Bligh, who had learned his craft under Capt. James Cook, rose to the occasion. He piloted the launch west to Australia and eventually to a Dutch settlement on Timor, after a harrowing 48-day journey covering 3,600 miles. (To put this achievement in perspective, consider that Shackleton is justly celebrated for sailing a boat of similar size 800 miles, from Elephant Island to South Georgia.) After Bligh returned home, the admiralty dispatched an avenging frigate to Tahiti. Fourteen mutineers were captured there; the rest, led by Christian, had kidnapped some Tahitians and disappeared into the vast Pacific with the Bounty. Decades later, their descendants were discovered on Pitcairn Island, along with a single surviving mutineer. It wasn’t Christian, who apparently had been murdered a few years after reaching Pitcairn. Most of the mutineers met violent ends, while Bligh lived to a ripe old age and retired a vice admiral of the blue. Historians long ago exonerated him of most of the charges his enemies leveled against him. Yet the dark legend lives on.

Alexander ably traces the process by which Bligh was transformed into the villain of the piece. Basically, he was done in by bad timing. The Bounty was seized only three months before the Bastille was stormed. As Alexander notes, it was the best of times for romantic rebels and the worst of times for stern authority figures: “Into this atmosphere of radical sympathizers and ardent abolitionists was now flung the saga of the Bounty -- a story of a young gentleman who, ‘agonized by unprovoked and excessive abuse and disgrace,’ stood up for his natural rights and overthrew the oppressive tyrant who was his captain. Bucking the despised authority, he sailed away to freedom in the South Pacific.”

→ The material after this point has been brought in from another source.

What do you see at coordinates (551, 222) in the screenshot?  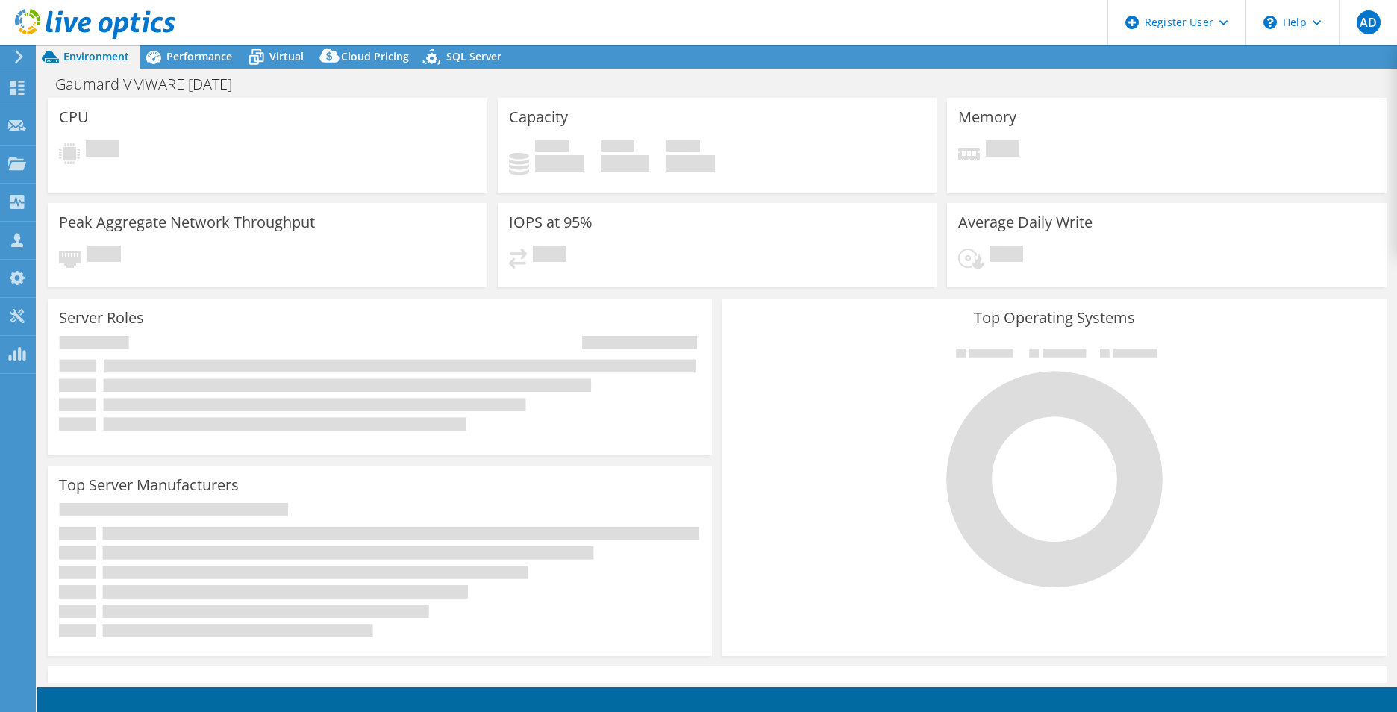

Against what she characterizes as “the power of a good story,” Bligh stood no chance. Christian’s partisans included William Wordsworth. Bligh’s champion was Banks, president of the Royal Society, of which Bligh was a member. Poetry routed science, and it has held the field ever since. Alexander constructs a good story of her own from the historical record, and she is very much a Bligh partisan, but “The Bounty” is unlikely to overturn the myth. It will, however, please its readers.

“Endurance” fans be warned: This is a different kind of book. “Endurance” was only 204 pages long, with roughly half of them devoted to Frank Hurley’s haunting photographs, and Alexander’s text leaned heavily on the vividly written memoirs of Shackleton and his companions. In “The Bounty,” she relies mostly on her own prose to sustain the momentum of a densely textured, much longer narrative. She succeeds admirably, even if she occasionally leaves a bit too much of her research on the page. (Authors who spend years in libraries poring over documents are a bit like producers who spend enormous sums to make a film and want to see the money on the screen.)

What drove the tormented Christian to mutiny? Despite her prodigious research, Alexander leaves the mystery intact. Yes, Bligh was a micromanager with a short fuse who verbally abused his subordinates, but Christian had sailed with him twice before and presumably was used to his ways. Alexander suggests that Christian was the victim of “a low moment on one gray dawn,” when, to salve his wounded pride, he gave in to a sudden impulse that could not later be retrieved. Had he let the moment pass, she implies, the Bounty would have sailed safely on to deliver its load of breadfruit, and William Bligh today would slumber in honorable obscurity.